Trying to remain as unobtrusive as possible, he stayed hidden and watched. He couldn't help himself, he couldn't even make himself look away, even though he soon realized she was preparing herself for the coming ritual, thinking she was alone. At first, he was just overwhelmed by her presence, then he became fascinated. It was as though he had to watch.

Ayla quickly started a fire with a firestone and a piece of flint, and put in cooking stones to heat. She wanted to make her purification ritual as close as possible to the way it was done in the Clan, but some changes could not be helped. She had considered making fire in the Clan way, by twirling a dry stick between her palms against a flat piece of wood until it created a hot ember. But in the Clan, women were not supposed to carry fire, or make it for ritual purposes in any case, and she decided if she was going to break with tradition enough to make her own fire, she might as well use her firestone.

Women were, however, allowed to make knives and other stone tools, so long as the tools weren't used for hunting weapons or to make them. She had decided she needed a new amulet pouch. The decorated Mamutoi bag she now used would not be appropriate for a Clan ritual. To make a proper Clan amulet pouch, she felt she needed a Clan knife, which was why she had asked Wymez for an unbroken nodule of flint. She searched near the waters and found a river-rounded, fist-sized pebble to use as a hammerstone. With it, she knocked off the outer chalky-gray cortex of the small nodule of flint, in the process beginning to preshape it. She hadn't made her own tools for some time, but she hadn't forgotten the technique, and soon became involved in her task.

When she finished, the dark gray glossy stone had the shape of a roughly oval cylinder with a flattened top. She examined it, knocked off another sliver, then took careful aim and knocked a chip from the edge of the flat top at the narrow end of the oval to make a striking platform. Turning the stone to position it at just the right angle, she struck at the place she had nicked out. A rather thick flake fell away, having the same shape as the preformed oval top, and an edge that was razor sharp.

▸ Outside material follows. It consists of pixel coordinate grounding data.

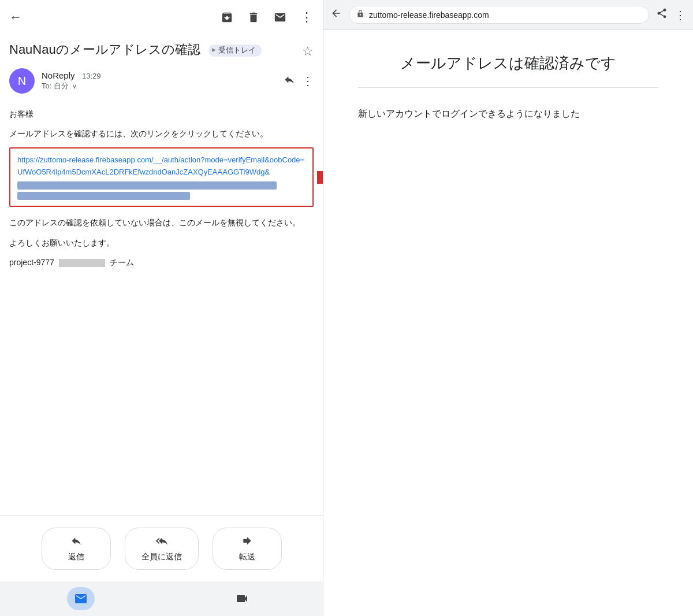 The width and height of the screenshot is (693, 616). I want to click on sender-info: NoReply 13:29 To: 自分 ∨, so click(159, 81).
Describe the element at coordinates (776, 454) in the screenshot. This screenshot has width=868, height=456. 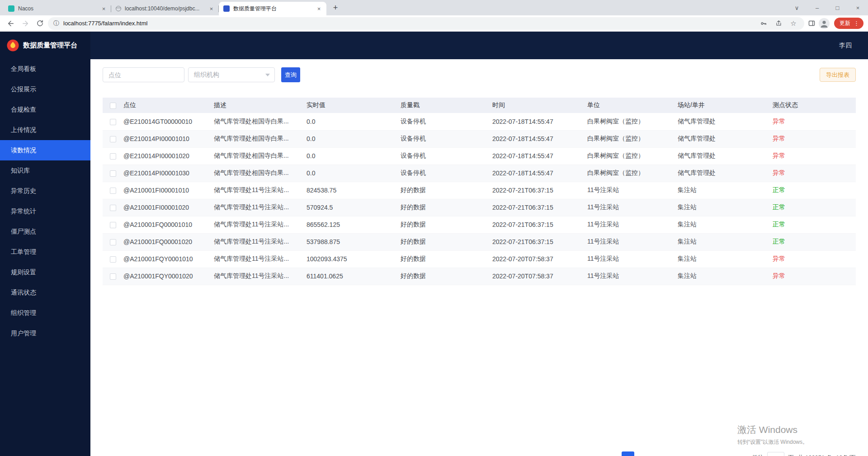
I see `jump-page-input` at that location.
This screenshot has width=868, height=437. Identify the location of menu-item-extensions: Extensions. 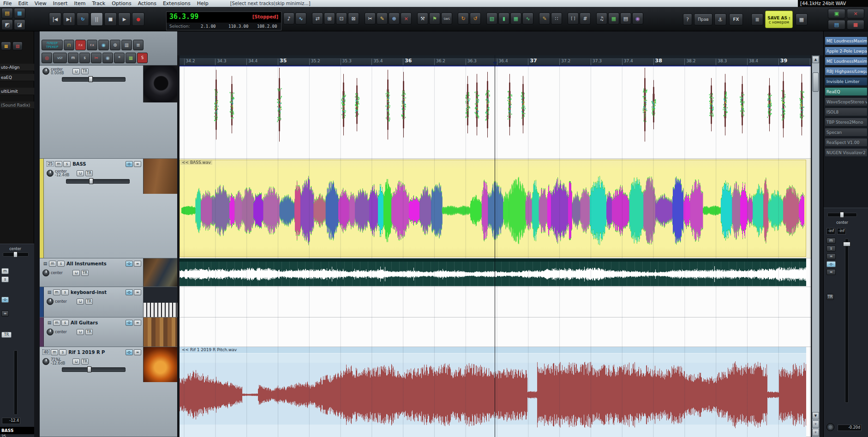
(177, 4).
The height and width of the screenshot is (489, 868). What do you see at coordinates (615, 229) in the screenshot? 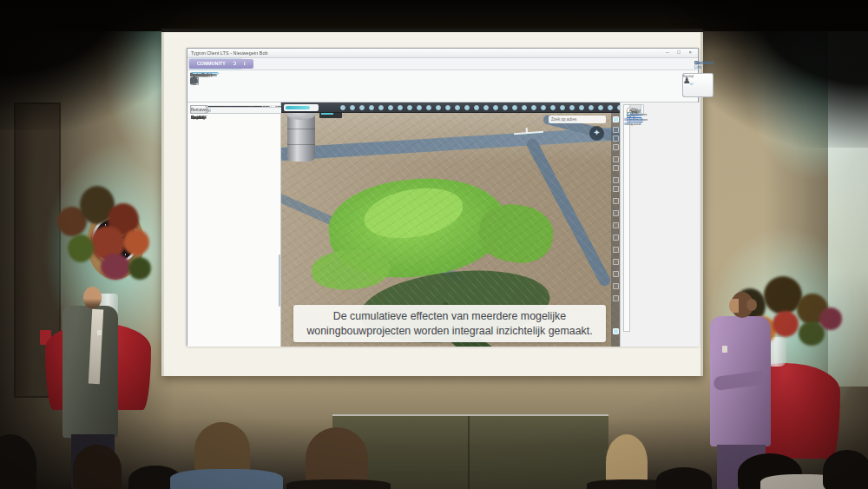
I see `map-side-toolbar` at bounding box center [615, 229].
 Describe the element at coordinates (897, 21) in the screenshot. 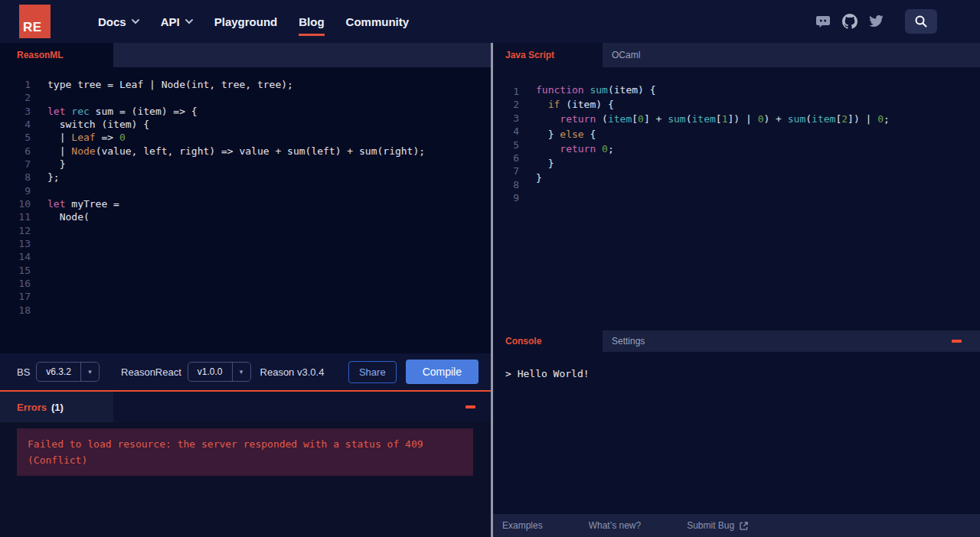

I see `nav-right` at that location.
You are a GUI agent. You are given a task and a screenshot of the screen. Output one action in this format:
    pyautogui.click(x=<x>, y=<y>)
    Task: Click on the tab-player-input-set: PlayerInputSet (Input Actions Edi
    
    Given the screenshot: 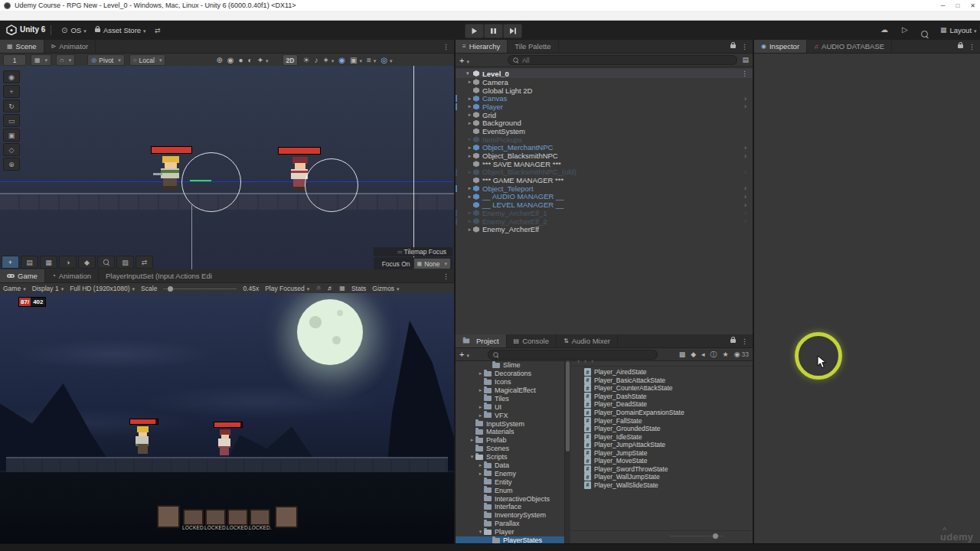 What is the action you would take?
    pyautogui.click(x=159, y=276)
    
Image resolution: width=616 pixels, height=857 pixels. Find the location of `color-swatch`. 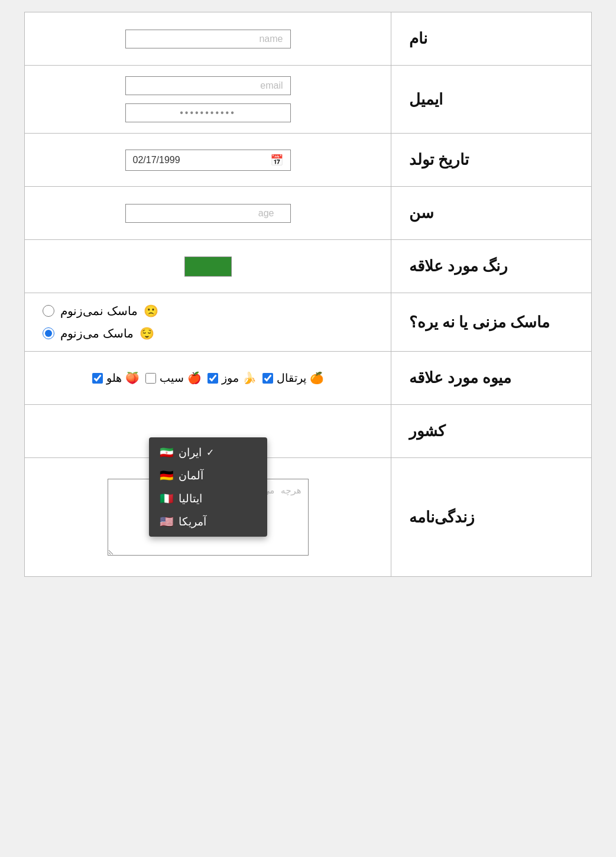

color-swatch is located at coordinates (208, 267).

Though she used only the hammerstone, and did it with the ease and quickness of experience, she had made a perfectly serviceable, very sharp knife, which had required careful and precise control, but she had no intention of keeping it. It was a knife meant to be held in the hand, not hafted, and with all the fine blade-type tools she now had, most of them with handles, she had no need for a Clan knife, except for this special use. Without pausing to blunt the extremely sharp edge, to make it easier and safer to hold, Ayla cut a long thin strip from the edge of the buckskin she brought with her, and slashed off an end, out of which she cut a small circle. Then she picked up the hammerstone again. After carefully knocking a couple of pieces of the flint away, the knife now was an awl with a sharp point. She used it to poke holes all the way around the circle of leather, and then threaded the leather lace through them.